1869 — The Suez Canal is opened in Egypt, linking the Mediterran­ean and Red seas. The French imperial yacht Aigle — with Empress Eugenie, Napoleon III’s wife, and Ferdinand de Lesseps, developer of the canal, on board — leads the first ships to enter at Port Said. 1887 — Bernard Law Montgomery, British Field Marshall who defeats Rommel in North Africa in 1942 and leads Allied troops from D-day to the end of World War 2, is born in London.

1903 — Vladimir Lenin’s efforts to impose his own radical views on the Russian Social Democratic Labour Party split the party into two factions — the Bolsheviks (majority) and Mensheviks (minority).

1917 — Sculptor Auguste Rodin, 77, (“The Kiss”, “The Thinker”) dies in Meudon, France. He married Rose Beuret on January 29, 53 years into their relationsh­ip. She died on February 16. Rodin was sick the whole year (influenza in January). On November 16 his physician announced “the patient’s condition is grave” due “to congestion of the lungs. In a 1923 book Marcell Tirel, Rodin’s secretary, alleges that Rodin’s death was largely due to cold, and the fact that he had no heat at Meudon. Rodin requested permission to stay in the (heated) Hotel Biron, a museum of his works. The director of the museum refused.

1925 — Actor Rock Hudson (Roy Harold Scherer jnr) is born in Winnetka, Illinois.

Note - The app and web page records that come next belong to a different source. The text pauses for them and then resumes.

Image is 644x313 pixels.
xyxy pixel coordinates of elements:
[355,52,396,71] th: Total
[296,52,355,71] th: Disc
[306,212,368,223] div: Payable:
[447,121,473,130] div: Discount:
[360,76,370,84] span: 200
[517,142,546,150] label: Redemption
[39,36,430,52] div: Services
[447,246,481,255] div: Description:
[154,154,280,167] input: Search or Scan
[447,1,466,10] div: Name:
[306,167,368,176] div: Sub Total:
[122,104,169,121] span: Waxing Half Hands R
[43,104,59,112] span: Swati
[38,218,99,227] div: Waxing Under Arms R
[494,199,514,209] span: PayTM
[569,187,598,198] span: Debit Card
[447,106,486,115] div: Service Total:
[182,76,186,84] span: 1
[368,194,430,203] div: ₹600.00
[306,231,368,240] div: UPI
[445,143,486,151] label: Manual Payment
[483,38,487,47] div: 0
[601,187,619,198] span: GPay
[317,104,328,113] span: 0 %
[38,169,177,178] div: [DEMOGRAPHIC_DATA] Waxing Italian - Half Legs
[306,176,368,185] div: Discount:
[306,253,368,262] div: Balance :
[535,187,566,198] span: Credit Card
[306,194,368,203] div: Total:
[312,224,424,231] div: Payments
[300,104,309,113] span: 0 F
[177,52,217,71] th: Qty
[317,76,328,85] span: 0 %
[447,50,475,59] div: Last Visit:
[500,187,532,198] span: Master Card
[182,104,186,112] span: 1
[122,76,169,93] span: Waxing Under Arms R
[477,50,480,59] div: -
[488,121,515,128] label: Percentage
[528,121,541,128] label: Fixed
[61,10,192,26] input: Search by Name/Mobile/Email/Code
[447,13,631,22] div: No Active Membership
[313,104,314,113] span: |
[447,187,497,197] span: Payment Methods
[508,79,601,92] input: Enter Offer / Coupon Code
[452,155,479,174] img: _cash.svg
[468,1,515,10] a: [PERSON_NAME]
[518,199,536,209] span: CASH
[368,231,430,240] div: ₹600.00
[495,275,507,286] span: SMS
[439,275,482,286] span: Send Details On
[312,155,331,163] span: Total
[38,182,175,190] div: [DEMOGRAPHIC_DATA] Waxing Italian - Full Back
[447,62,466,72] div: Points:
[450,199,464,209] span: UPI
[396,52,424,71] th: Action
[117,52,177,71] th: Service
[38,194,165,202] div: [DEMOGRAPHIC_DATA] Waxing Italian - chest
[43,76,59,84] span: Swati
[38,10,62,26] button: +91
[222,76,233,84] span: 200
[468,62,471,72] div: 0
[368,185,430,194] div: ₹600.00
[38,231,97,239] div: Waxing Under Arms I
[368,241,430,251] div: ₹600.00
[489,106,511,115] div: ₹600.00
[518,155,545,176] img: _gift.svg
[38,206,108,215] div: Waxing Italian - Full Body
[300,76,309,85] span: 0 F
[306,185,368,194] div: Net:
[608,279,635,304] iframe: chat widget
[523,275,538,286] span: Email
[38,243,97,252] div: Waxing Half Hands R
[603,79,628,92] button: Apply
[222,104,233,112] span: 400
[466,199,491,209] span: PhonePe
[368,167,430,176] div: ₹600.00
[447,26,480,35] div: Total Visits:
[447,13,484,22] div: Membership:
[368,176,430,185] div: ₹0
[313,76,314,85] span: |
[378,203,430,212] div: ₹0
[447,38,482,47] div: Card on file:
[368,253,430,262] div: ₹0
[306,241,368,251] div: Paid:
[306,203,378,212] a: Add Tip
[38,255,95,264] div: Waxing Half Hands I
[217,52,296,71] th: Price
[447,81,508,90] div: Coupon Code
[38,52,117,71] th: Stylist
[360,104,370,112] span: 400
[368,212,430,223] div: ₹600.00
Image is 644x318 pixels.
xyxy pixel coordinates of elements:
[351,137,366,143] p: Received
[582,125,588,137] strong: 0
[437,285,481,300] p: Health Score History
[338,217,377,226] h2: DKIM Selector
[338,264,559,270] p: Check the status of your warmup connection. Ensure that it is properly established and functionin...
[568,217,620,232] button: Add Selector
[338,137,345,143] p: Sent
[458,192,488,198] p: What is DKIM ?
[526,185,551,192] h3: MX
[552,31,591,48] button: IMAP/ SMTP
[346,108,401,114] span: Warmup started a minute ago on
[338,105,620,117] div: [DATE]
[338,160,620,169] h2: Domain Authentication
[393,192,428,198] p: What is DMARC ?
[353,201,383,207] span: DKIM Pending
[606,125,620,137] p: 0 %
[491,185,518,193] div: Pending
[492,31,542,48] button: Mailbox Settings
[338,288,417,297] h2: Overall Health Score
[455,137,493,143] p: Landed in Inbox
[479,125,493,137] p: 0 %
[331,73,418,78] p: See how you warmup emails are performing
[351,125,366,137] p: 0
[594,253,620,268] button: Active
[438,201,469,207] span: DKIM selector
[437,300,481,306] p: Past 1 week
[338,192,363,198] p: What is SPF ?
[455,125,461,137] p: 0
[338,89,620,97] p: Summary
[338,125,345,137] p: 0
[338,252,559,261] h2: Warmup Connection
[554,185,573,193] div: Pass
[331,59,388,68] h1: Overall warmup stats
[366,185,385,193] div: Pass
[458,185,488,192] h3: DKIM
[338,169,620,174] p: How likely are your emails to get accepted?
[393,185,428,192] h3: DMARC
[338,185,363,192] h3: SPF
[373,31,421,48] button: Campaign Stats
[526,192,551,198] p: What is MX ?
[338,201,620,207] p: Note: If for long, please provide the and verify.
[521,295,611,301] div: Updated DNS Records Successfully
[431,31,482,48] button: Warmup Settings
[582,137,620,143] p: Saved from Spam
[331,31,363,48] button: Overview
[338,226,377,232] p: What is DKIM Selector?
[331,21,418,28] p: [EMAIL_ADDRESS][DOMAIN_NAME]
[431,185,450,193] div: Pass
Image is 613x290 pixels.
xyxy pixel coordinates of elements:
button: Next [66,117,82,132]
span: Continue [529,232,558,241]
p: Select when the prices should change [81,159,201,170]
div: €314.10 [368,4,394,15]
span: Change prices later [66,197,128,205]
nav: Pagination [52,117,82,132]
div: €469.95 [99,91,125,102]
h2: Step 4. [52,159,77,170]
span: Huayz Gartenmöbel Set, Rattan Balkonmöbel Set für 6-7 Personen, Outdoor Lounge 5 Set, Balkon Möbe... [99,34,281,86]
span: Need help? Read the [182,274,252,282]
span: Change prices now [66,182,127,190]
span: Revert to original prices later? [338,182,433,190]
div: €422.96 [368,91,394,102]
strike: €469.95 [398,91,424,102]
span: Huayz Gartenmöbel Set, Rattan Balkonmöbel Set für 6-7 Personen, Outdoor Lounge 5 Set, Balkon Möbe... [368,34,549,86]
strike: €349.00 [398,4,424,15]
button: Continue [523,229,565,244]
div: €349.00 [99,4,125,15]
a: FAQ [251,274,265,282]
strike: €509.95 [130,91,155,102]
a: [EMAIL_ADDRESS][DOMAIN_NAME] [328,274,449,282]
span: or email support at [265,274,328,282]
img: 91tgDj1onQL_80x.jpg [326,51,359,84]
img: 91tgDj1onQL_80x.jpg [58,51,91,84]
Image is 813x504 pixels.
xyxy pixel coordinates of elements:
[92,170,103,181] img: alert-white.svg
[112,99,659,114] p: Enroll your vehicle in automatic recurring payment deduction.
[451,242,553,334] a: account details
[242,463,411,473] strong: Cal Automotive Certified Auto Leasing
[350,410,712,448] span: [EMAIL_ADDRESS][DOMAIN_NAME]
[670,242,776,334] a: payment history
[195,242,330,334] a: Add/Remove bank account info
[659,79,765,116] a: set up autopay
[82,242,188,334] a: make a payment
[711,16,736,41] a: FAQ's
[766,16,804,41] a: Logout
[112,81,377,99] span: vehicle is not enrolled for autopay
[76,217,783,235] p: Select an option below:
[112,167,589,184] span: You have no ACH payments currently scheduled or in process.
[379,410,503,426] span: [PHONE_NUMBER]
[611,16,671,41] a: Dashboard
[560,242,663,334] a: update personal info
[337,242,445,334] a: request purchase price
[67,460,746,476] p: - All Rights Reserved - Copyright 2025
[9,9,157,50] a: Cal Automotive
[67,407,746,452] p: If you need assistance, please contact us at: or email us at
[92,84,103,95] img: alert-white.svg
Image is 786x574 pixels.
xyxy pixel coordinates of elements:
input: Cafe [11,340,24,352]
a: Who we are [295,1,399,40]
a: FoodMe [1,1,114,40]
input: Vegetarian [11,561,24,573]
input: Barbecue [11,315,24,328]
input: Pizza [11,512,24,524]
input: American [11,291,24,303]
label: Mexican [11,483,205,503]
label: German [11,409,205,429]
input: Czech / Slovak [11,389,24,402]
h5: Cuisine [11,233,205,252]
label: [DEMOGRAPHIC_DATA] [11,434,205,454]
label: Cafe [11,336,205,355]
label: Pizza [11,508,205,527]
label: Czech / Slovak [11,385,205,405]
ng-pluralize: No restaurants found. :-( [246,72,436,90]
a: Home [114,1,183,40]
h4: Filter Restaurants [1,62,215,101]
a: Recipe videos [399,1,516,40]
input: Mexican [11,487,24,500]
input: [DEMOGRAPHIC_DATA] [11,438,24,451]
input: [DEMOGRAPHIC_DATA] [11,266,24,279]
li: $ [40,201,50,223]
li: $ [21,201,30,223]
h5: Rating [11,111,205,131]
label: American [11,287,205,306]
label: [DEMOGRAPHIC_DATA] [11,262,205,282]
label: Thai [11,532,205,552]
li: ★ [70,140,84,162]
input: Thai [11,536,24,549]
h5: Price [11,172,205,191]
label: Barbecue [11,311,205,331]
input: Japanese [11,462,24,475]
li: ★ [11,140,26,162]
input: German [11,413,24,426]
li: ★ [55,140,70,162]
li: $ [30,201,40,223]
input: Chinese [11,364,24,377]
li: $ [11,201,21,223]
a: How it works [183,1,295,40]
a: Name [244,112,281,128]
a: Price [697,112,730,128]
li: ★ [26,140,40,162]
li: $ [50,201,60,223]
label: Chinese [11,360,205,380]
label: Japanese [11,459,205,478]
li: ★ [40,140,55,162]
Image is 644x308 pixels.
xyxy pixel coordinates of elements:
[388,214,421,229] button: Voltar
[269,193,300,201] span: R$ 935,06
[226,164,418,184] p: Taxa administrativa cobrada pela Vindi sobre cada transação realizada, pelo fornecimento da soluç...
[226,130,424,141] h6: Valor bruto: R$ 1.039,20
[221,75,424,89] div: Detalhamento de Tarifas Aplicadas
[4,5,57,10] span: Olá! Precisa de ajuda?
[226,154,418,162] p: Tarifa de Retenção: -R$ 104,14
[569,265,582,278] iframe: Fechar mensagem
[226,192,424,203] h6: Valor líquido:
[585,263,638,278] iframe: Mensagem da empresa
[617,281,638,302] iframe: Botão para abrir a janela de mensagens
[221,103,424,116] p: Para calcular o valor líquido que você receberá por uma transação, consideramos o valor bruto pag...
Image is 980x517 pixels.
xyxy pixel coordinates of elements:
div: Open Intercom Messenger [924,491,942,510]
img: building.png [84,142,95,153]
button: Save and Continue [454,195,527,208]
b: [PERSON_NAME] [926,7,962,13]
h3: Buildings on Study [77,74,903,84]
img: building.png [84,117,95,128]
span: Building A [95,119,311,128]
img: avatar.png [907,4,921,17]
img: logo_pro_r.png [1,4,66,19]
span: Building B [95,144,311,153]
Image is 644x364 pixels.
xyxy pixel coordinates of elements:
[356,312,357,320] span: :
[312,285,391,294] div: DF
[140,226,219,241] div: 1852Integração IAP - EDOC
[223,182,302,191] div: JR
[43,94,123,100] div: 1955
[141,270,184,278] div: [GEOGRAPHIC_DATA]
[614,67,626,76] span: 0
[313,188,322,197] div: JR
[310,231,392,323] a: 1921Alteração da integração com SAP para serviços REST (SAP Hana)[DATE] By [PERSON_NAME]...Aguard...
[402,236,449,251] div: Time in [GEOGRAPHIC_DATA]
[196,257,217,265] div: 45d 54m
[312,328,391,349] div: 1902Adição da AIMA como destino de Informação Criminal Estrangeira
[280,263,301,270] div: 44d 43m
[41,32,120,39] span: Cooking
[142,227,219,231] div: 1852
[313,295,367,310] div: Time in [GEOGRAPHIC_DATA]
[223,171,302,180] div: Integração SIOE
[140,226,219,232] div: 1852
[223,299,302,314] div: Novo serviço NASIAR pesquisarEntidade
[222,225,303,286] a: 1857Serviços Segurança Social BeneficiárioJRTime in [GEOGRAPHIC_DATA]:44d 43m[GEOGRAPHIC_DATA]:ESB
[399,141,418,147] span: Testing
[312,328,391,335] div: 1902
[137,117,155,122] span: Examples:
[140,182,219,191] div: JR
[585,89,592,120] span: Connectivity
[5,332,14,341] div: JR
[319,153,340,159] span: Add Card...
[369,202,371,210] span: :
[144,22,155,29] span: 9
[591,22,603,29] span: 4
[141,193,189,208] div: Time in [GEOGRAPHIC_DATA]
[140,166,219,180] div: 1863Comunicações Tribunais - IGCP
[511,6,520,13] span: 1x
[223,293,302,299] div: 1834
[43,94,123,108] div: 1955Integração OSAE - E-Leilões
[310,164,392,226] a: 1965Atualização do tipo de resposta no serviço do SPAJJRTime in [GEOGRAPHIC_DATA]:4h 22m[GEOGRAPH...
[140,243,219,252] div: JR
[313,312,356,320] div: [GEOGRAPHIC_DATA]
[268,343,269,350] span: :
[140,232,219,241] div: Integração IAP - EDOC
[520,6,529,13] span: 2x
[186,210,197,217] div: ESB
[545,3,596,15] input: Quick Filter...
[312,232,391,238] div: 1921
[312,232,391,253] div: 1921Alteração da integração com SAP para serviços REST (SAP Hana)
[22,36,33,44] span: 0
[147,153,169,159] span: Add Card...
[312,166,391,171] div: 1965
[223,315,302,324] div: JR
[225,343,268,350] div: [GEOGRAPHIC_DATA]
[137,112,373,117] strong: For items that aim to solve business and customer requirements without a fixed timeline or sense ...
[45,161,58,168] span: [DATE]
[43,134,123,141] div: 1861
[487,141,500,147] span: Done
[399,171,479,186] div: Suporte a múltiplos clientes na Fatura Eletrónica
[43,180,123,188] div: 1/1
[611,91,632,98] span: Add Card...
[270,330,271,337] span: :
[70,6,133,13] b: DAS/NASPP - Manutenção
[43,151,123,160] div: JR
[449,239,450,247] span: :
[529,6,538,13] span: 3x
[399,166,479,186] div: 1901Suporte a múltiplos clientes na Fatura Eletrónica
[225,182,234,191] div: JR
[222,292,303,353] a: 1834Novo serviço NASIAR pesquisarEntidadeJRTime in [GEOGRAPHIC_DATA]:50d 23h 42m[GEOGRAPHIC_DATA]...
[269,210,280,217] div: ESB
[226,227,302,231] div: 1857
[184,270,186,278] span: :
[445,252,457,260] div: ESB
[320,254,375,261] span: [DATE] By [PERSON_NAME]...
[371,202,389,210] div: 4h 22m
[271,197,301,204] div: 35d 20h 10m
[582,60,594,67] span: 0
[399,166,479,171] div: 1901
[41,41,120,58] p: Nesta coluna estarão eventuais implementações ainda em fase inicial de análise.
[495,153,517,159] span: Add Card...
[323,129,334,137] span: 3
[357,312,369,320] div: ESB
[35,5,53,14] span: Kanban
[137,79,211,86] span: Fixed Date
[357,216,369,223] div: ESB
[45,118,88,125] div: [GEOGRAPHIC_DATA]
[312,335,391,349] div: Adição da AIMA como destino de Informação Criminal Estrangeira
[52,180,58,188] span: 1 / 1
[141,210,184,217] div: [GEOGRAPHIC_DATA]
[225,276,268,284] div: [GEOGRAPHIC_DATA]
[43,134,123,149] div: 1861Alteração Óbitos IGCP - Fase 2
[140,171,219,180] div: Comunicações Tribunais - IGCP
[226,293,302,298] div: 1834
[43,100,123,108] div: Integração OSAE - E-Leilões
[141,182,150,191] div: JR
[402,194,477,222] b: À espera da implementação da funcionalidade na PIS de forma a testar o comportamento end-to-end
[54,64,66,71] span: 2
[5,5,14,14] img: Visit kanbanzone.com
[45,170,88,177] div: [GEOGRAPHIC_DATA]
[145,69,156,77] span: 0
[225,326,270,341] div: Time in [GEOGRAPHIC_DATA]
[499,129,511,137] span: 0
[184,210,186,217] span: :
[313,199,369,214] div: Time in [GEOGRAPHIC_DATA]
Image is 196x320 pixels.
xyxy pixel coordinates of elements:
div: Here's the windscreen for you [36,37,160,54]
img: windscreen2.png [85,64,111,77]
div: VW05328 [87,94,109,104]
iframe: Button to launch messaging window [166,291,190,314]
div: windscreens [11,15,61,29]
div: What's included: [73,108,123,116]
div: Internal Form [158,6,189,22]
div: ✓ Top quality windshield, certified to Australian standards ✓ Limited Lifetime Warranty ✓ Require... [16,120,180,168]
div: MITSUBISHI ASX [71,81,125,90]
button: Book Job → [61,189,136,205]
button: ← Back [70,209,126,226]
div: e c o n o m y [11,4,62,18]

1947 — The Screen Actors Guild votes to force its officers to take a “non-communist” pledge.

1950 — Lhamo Dondrub, 15, the 14th Dalai Lama, is formally enthroned as the temporal ruler of Tibet.. 1968 — NBC outrages football fans by cutting away from the final minutes of a New York Jets-Oakland Raiders game — with the Jets leading 32-29 — to a scheduled TV special, “Heidi”. Viewers are deprived of seeing the Raiders win 43-32.

1977 — Ryk Neethling, member of the SA 4x100m freestyle relay team that wins gold in world-record time at the 2004 Athens Olympics and the first South African to compete in four consecutiv­e Games (1996-2008), is born in Bloemfonte­in.